SUBSCRIBE TO OUR FREE NEWSLETTER

SUBSCRIBE TO OUR FREE NEWSLETTER

Daily news & progressive opinion—funded by the people, not the corporations—delivered straight to your inbox.

* indicates required
5
#000000
#FFFFFF
Traders work on the floor of the New York Stock Exchange

Traders work on the floor of the New York Stock Exchange on March 7, 2025 in New York City.

(Photo: Spencer Platt/Getty Images)

Jobs Report Seen as 'Calm Before the Storm' as Trump Chaos Rattles US Economy

"Donald Trump is on track to be the first president to deliberately engineer a severe depression," warned one observer.

Labor Department figures released Friday show that U.S. job growth was weaker than expected last month as President Donald Trump worked to eviscerate the federal government—the nation's largest employer—and whiplashed financial markets with his erratic tariff announcements and reversals.

The U.S. added 151,000 jobs in February, fewer than the projected 170,000. But economists stressed that the numbers don't yet show the full extent of the damage Trump has done in the opening weeks of his second White House term.

"Unfortunately, this is the calm before the storm as trouble is clearly brewing and the pain will be felt across the economy in coming months," said Elise Gould, senior economist at the Economic Policy Institute.

While Gould stressed that "it's too soon" for jobs data to reflect the impact of the Trump administration's effort, in concert with billionaire Elon Musk, to gut the federal workforce—which has impacted some 100,000 government employees thus far—she said emerging numbers are still cause for concern.

"Nominal wage growth continues to hold steady, rising 4% over the year," Gould noted. "After falling steadily since its peak in June 2022, inflation has hovered around 3% for 20 months. As a result, average real wages have been rising. These gains could all be lost with the proposed tariffs and deportations."

The jobs data comes a day after Trump declared on his social media platform that "the Golden Age of America has just begun"—a message that appeared incongruous with economic trends and the perceptions of small business owners, investors, and working-class Americans facing a potentially massive tax hike and looming cuts to food assistance, Medicaid, and other benefits.

"Just one month on the job, warning signs are flashing across the Trump economy," Alex Jacquez, chief of policy and advocacy at the Groundwork Collaborative, said in a statement Friday. "Inflation is rising, consumer confidence is plummeting, business investment is pulling back, and now, the labor market is stalling."

"Instead of focusing on tax breaks for billionaires and giant corporations," Jacquez added, "Trump should find a way to get the economy back on track for working families before it spirals into recession."

"Trump has the power to issue commands in the domains that he controls, but he can't command the stock market to levitate, or prices to moderate, or consumers to feel confident, or people who have just been laid off to go out and shop."

Treasury Secretary Scott Bessent, a billionaire, conceded Friday that the U.S. economy is showing signs of wavering but insisted it's a "natural adjustment as we move away from public spending to private spending."

"We've become addicted to this government spending, and there's going to be a detox period," Bessent told CNBC.

But economists have warned that Trump's instability and constantly changing whims could result in a prolonged reduction in private investment. The president's tariff policy has been so chaotic that it has some wondering whether he's trying to wreck the economy on purpose.

"If we don't get clarity by the back half of this year, economic uncertainty can be like a deer in the headlights," Nancy Lazar, chief global economist at the investment bank Piper Sandler, toldThe New York Times on Friday. "Things just stop. Business confidence is muted, employment is muted, and capital spending is put on hold."

Richard Trent, executive director of the Main Street Alliance, said in a statement Friday that "small business owners don't need more chaos."

"In the past month alone, market turmoil has frozen hiring, disrupted key programs, and rattled confidence," said Trent. "There's still time to correct this, but that requires President Trump and Elon Musk to work with Congress, follow the law, and restore stability. Main Street needs steady leadership, not chaos and cutbacks."

In a column earlier this week,The American Prospect's Robert Kuttner wrote that less than two months into his second term, "Donald Trump is on track to be the first president to deliberately engineer a severe depression."

"Trump has the power to issue commands in the domains that he controls, but he can't command the stock market to levitate, or prices to moderate, or consumers to feel confident, or people who have just been laid off to go out and shop," Kuttner wrote. "In a couple of weeks, the budget talks will reach the point of an increasingly likely government shutdown. Closing the government will be even more of a hit to total demand and consumer and investor confidence."

"In agreeing to reopen the government, Democrats are in a good position to demand that Trump reopen the whole government, starting with the parts that Musk has illegally shut down," he added. "In the meantime, this engineered crisis is entirely Trump's."

Our work is licensed under Creative Commons (CC BY-NC-ND 3.0). Feel free to republish and share widely.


[TASK DIRECTIONS] Copy every record below exactly.
START STUDY MATERIAL
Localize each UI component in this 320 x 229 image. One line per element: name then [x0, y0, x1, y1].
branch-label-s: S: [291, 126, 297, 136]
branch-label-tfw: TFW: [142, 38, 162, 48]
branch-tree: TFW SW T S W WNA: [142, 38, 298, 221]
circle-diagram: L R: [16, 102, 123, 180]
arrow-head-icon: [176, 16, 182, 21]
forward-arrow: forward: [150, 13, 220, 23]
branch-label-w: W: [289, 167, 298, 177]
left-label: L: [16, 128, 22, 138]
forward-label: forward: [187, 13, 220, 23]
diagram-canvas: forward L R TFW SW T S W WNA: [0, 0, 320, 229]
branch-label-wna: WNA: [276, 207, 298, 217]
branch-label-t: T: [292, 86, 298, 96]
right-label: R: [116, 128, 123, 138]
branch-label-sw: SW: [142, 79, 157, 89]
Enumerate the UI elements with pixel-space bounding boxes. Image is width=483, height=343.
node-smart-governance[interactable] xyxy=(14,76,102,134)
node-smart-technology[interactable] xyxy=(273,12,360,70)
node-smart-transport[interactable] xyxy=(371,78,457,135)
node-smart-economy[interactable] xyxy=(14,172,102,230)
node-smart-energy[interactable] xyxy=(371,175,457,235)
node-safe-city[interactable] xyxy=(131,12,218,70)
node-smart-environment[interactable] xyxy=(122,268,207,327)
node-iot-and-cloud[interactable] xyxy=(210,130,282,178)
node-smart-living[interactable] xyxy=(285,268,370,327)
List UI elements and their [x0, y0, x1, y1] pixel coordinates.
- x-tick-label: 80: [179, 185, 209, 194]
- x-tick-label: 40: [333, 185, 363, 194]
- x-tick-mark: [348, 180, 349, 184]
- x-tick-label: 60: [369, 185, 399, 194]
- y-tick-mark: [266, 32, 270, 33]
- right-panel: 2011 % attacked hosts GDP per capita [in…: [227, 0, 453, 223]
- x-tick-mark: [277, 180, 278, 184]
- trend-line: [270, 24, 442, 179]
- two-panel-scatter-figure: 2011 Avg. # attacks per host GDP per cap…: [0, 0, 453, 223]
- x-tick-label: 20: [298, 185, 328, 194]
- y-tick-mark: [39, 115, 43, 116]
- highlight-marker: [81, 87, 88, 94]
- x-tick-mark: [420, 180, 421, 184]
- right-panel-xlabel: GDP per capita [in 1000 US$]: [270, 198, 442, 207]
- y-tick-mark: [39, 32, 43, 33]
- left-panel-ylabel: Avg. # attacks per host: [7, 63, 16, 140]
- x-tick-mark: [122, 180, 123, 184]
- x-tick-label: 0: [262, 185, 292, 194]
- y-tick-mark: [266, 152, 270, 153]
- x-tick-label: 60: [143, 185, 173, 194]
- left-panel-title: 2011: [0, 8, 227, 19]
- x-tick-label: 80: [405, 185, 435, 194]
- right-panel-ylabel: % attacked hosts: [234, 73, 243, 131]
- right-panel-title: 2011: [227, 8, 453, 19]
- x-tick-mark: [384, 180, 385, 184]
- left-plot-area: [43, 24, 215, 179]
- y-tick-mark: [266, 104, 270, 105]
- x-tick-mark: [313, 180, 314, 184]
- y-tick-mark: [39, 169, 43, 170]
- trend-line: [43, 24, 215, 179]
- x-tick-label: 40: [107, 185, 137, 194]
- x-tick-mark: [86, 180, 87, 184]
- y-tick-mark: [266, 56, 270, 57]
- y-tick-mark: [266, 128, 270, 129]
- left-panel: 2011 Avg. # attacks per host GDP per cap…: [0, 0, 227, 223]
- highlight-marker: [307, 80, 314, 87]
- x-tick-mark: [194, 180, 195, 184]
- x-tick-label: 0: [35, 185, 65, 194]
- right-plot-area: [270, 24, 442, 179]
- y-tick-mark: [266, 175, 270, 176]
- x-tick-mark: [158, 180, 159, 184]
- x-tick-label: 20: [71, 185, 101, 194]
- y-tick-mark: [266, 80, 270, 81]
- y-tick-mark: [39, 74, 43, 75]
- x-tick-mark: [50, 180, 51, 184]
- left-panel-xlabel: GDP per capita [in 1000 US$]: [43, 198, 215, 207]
END STUDY MATERIAL
[ANSWER FOR THIS EXERCISE]
Localize each UI component in this 320 x 229 image. One line per element: name then [x0, y0, x1, y1].
branch-label-s: S: [291, 126, 297, 136]
branch-label-tfw: TFW: [142, 38, 162, 48]
branch-tree: TFW SW T S W WNA: [142, 38, 298, 221]
circle-diagram: L R: [16, 102, 123, 180]
arrow-head-icon: [176, 16, 182, 21]
forward-arrow: forward: [150, 13, 220, 23]
branch-label-w: W: [289, 167, 298, 177]
left-label: L: [16, 128, 22, 138]
forward-label: forward: [187, 13, 220, 23]
diagram-canvas: forward L R TFW SW T S W WNA: [0, 0, 320, 229]
branch-label-wna: WNA: [276, 207, 298, 217]
branch-label-t: T: [292, 86, 298, 96]
right-label: R: [116, 128, 123, 138]
branch-label-sw: SW: [142, 79, 157, 89]
Enumerate the UI elements with pixel-space bounding boxes. Image is width=483, height=343.
node-smart-governance[interactable] xyxy=(14,76,102,134)
node-smart-technology[interactable] xyxy=(273,12,360,70)
node-smart-transport[interactable] xyxy=(371,78,457,135)
node-smart-economy[interactable] xyxy=(14,172,102,230)
node-smart-energy[interactable] xyxy=(371,175,457,235)
node-safe-city[interactable] xyxy=(131,12,218,70)
node-smart-environment[interactable] xyxy=(122,268,207,327)
node-iot-and-cloud[interactable] xyxy=(210,130,282,178)
node-smart-living[interactable] xyxy=(285,268,370,327)
List UI elements and their [x0, y0, x1, y1] pixel coordinates.
- x-tick-label: 80: [179, 185, 209, 194]
- x-tick-label: 40: [333, 185, 363, 194]
- x-tick-mark: [348, 180, 349, 184]
- x-tick-label: 60: [369, 185, 399, 194]
- y-tick-mark: [266, 32, 270, 33]
- right-panel: 2011 % attacked hosts GDP per capita [in…: [227, 0, 453, 223]
- x-tick-mark: [277, 180, 278, 184]
- trend-line: [270, 24, 442, 179]
- two-panel-scatter-figure: 2011 Avg. # attacks per host GDP per cap…: [0, 0, 453, 223]
- x-tick-label: 20: [298, 185, 328, 194]
- y-tick-mark: [39, 115, 43, 116]
- highlight-marker: [81, 87, 88, 94]
- x-tick-mark: [420, 180, 421, 184]
- right-panel-xlabel: GDP per capita [in 1000 US$]: [270, 198, 442, 207]
- y-tick-mark: [39, 32, 43, 33]
- left-panel-ylabel: Avg. # attacks per host: [7, 63, 16, 140]
- x-tick-mark: [122, 180, 123, 184]
- x-tick-label: 0: [262, 185, 292, 194]
- y-tick-mark: [266, 152, 270, 153]
- x-tick-label: 60: [143, 185, 173, 194]
- left-panel-title: 2011: [0, 8, 227, 19]
- x-tick-label: 80: [405, 185, 435, 194]
- right-panel-ylabel: % attacked hosts: [234, 73, 243, 131]
- right-panel-title: 2011: [227, 8, 453, 19]
- x-tick-mark: [384, 180, 385, 184]
- left-plot-area: [43, 24, 215, 179]
- y-tick-mark: [266, 104, 270, 105]
- x-tick-mark: [313, 180, 314, 184]
- y-tick-mark: [39, 169, 43, 170]
- trend-line: [43, 24, 215, 179]
- x-tick-label: 40: [107, 185, 137, 194]
- x-tick-mark: [86, 180, 87, 184]
- y-tick-mark: [266, 56, 270, 57]
- y-tick-mark: [266, 128, 270, 129]
- left-panel: 2011 Avg. # attacks per host GDP per cap…: [0, 0, 227, 223]
- highlight-marker: [307, 80, 314, 87]
- x-tick-mark: [194, 180, 195, 184]
- x-tick-label: 0: [35, 185, 65, 194]
- right-plot-area: [270, 24, 442, 179]
- y-tick-mark: [266, 175, 270, 176]
- x-tick-mark: [158, 180, 159, 184]
- x-tick-label: 20: [71, 185, 101, 194]
- y-tick-mark: [266, 80, 270, 81]
- y-tick-mark: [39, 74, 43, 75]
- x-tick-mark: [50, 180, 51, 184]
- left-panel-xlabel: GDP per capita [in 1000 US$]: [43, 198, 215, 207]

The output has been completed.